Expedition 27 crew members talk to mission officials and family members. In the front row, from left, are new Flight Engineers Andrey Borisenko, Alexander Samokutyaev and Ron Garan. In the back row are Flight Engineer Paolo Nespoli, Commander Dmitry Kondratyev and Flight Engineer Cady Coleman.

CAPE CANAVERAL, Fla. (AP) — A Russian capsule delivered three new astronauts to the International Space Station on Wednesday, doubling the size of the crew just in time for a pair of major space anniversaries.

The Soyuz spacecraft docked two days after blasting off from Kazakhstan. The linkup took place 220 miles above the Andes Mountains of Chile.

Settling in for a five-month mission are Russians Andrey Borisenko and Alexander Samokutyaev, and American Ronald Garan Jr. They join three astronauts — a Russian, an American and an Italian — who are just a month away from returning to Earth.

On Tuesday, all six will mark the 50th anniversary of the first human in space, Soviet cosmonaut Yuri Gagarin. The newly arrived Soyuz bears the space pioneer's name.

The 30th anniversary of the first space shuttle launch falls on the same day, April 12.

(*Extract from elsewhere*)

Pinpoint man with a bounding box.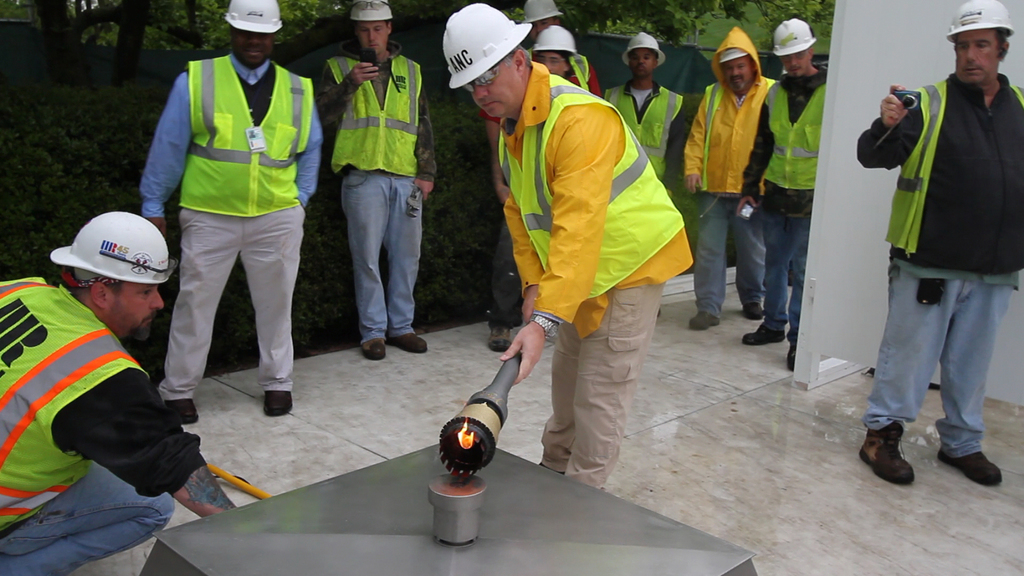
left=520, top=0, right=601, bottom=95.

NASA, meanwhile, said space station operations will be unaffected if the federal government shuts down this weekend.

Space shuttle Endeavour is due to blast off at the end of this month with a $2 billion physics experiment for the space station. Atlantis will close out the shuttle program this summer. NASA officials are uncertain what impact a government shutdown would have on those launch dates.

Until private companies come up with a way to ferry Americans to and from the space station, NASA will continue to pay the Russian Space Agency to do so, via the Soyuz. Each seat costs tens of millions of dollars.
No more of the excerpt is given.